One of the viewer’s first toe-dips into the waters of the past is when the now 36-year-old Angelica begins to dig through childhood belongings sitting in her father’s house, revealing a journal page covered in scribbles of the name “Sylvie”. She reads from the journal from voiceover, so full of deep emotion that they almost feel fantastical. “You’re too beautiful for a man! You need the sweetness of a woman,” wrote teenage Angelica. “You need a woman like me.” But every entry has a diary date: these are undeniable emotions that were felt at one point in time and describe how much she thought of Sylvie and her beauty, physically and mentally. “I wish you were my friend, my lover, my mother” —then, “I want to be you.”

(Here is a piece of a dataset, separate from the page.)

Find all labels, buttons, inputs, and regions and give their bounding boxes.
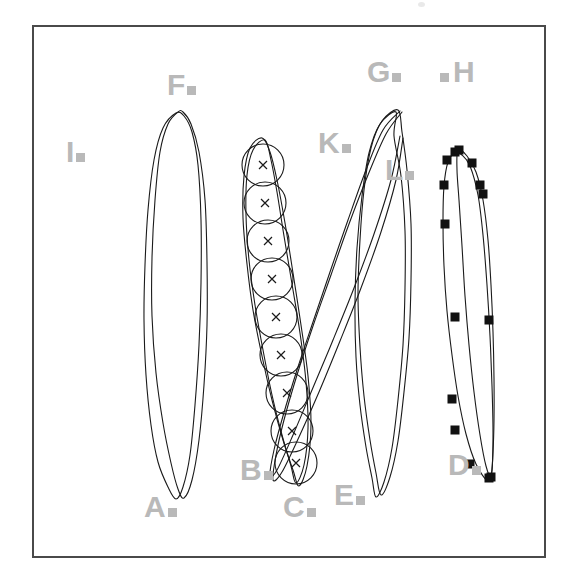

Ruffier avoids full immersion in the essay format by moving between documenting moments in her present-day life, recitations of her diary, and ruminative sequences reflecting her filmic investigation. As she writes a note to Sylvie, she calls her desire for Sylvie “confused” in the sense that she couldn’t understand what her feelings were at the time, noting the fluidity of desire. How much she remembers is something different: present-day director Ruffier is a mere conduit to these memories, reading them out and recalling them but never creating a vocal commentary on them—and certainly never a normative one. In the documentary’s middle portion, the director turns to more experimental sequences to capture the extent of her emotions—in one, Ruffier sparkles in a silver dress, rotating silently on the screen in a blonde wig to the sound of a nostalgic chanson française (Léo Ferré’s “Il patinait merveilleusement” (1964), from a poem written by Paul Verlaine). This is the first of two memorable needle-drops accompanied by a minimalist original score by Leo Svensson Sander, the other being Jeanne Mas’ “En rouge et noir” (1986), when Angelica begins to celebrate the impending meetup with her teacher.

'La belle année' by Angelica Ruffier

La belle année is a reflexive documentary that actively makes you think about its form. Ruffier is the director but not the cinematographer (hats off instead to DoP Simon Averin Markström), but this is what makes it an interesting study. She turns the camera on herself but not literally, never using herself as an active cameraperson. It’s thus fascinating to see where the camera leads us—for instance, in moments in which it feels impossible to predict what might happen, the lens sometimes shifts to a particular hand fidget or unexpected movement of different characters. The effect of this cinematographic choice evokes Ruffier’s own composite of recollections, videos, and writings that offer no singular view of reality and are instead an amalgam of many ideas offered by many people.

Ruffier’s work emerges as a free-floating documentary sibling of Dag Johan Haugerud’s Dreams in which both not only take teenage desire—in particular, sapphic desire—seriously but also take the teens themselves seriously when they believe that the teacher, too, must have understood something profound about this desire. Contrary to conventional viewpoints, both real and fictional teens weren’t just projecting or imagining, a key point that speaks to the intuition of young people and the subversion of this idea of youthful infatuation. When Ruffier finally meets with Sylvie after so many years, she casts a quick glance at the camera, her face nearly in tears—but with that, it’s a visage full of triumph.

*****

La belle année screened in the Tiger Competition of the 2026 International Film Festival Rotterdam (29 January–8 February) and picked up a Special Jury Award.